Consider this example monitoring infrastructure health:
MATCH (s:Server)-[:HOSTS]->(a:Application)-[:DEPENDS_ON]->(db:Database)
WHERE s.status = 'active' AND db.replicationLag > 30
RETURN
s.id AS serverId, s.location AS datacenter,
a.name AS appName, db.replicationLag AS lagSeconds
At any time, this continuous query result contains the answer to the question “Which applications are experiencing a DB replication lag of 30 seconds or more?”. The MATCH clause spans servers, applications, and databases—potentially from distinct systems like an inventory database and monitoring tool. The WHERE clause specifies the condition (active servers with lagging databases), and the RETURN clause shapes the result set. Drasi ensures this result set stays current, notifying subscribers only when it changes. With strict temporal semantics, historical result sets can also be retrieved, aiding audits or debugging.
Reaction Pattern
The reaction pattern leverages the consistency of change notifications. Because a query defines inclusion semantics, state transitions are clear. For example, in a building management system:
MATCH
(r:Room)-[:HAS_SENSOR]->(t:TemperatureSensor),
(r:Room)-[:LOCATED_IN]->(b:Building)
WHERE
b.id = 'HQ1' AND
t.currentReading < 18 AND
r.occupied = true
RETURN
r.id AS roomId, t.currentReading AS temp, b.id AS buildingId
A room enters the result set when its temperature drops below 18°C while occupied, triggering heating. It exits when conditions change, stopping the action. The standard structure of change notifications, either room additions or removals, ensures straightforward reaction logic.
Real-World Applications
Drasi’s change-driven approach shines across many domains. For resource optimization, this continuous query identifies underutilized VMs to trigger cost-saving reactions:
MATCH (vm:VirtualMachine)-[:DEPLOYED_IN]->(s:Subscription)
WHERE
vm.status = 'running' AND
vm.utilizationPercent < 10 AND
duration.between(vm.lastHighUtilization, datetime()) > duration('P7D')
RETURN
vm.id AS vmId, vm.utilizationPercent AS usage, s.owner AS owner
For business exceptions, this continuous query flags delayed orders due to stock shortages:
MATCH (o:Order)-[:HAS_ITEM]->(i:OrderItem)-[:REQUIRES]->(p:Product)
WHERE
o.status = 'processing' AND
p.stockLevel < i.quantity AND
duration.between(o.placementDate, datetime()) > duration('P2D')
RETURN
o.id AS orderId, p.id AS productId, p.stockLevel AS stock
In both cases, Drasi simplifies detection and reaction, avoiding the custom logic required in event-based systems.

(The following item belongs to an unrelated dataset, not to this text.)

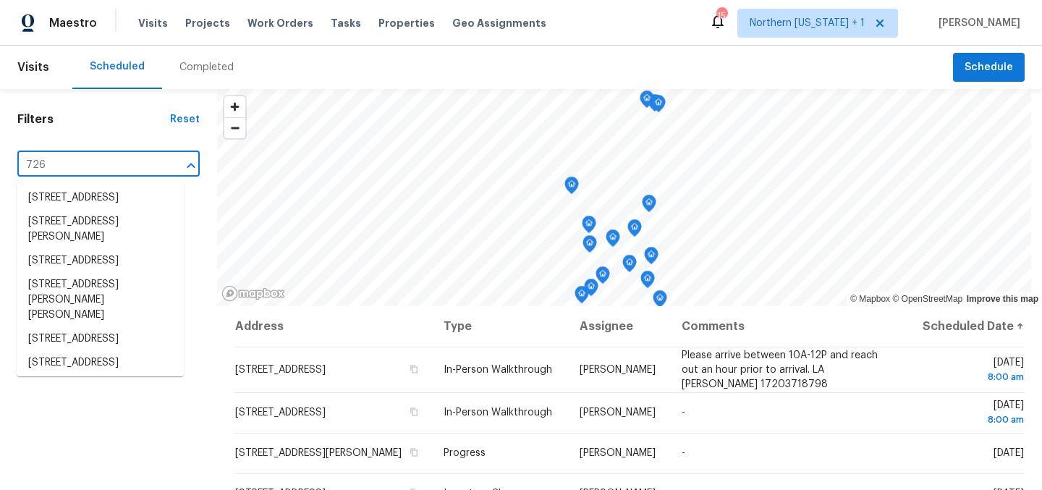 The image size is (1042, 490). What do you see at coordinates (117, 67) in the screenshot?
I see `div: Scheduled` at bounding box center [117, 67].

Addressing Misconceptions and Scaling Efficiently
Because Drasi is fundamentally a new type of data processing service, it’s easy to underestimate its value, which can come from underestimating the complexity of change detection or assuming event-driven tools suffice. While building a solution with events or polling might work as a one-off solution, repeating the same approach multiple times across an organization is inefficient and expensive. The solutions are also complex and brittle, making them difficult to maintain and update to address changing requirements. Drasi’s standardized approach, rooted in its change-driven architecture and theoretical underpinnings, streamlines change-driven systems, enabling teams to focus on defining queries and reactions rather than rebuilding infrastructure.
Conclusion
For change-driven architectures, Drasi is superior to generic event-based technologies because it targets the specific challenge of reacting to data changes. Its continuous query pattern, precise change semantics, and streamlined reaction pattern deliver cleaner, more efficient solutions than the traditional approaches. Available on GitHub under the Apache 2.0 License, Drasi offers solution architects and developers a robust, scalable foundation to transform complex change detection into declarative, cost-effective implementations—making it the optimal choice for responsive, data-centric systems.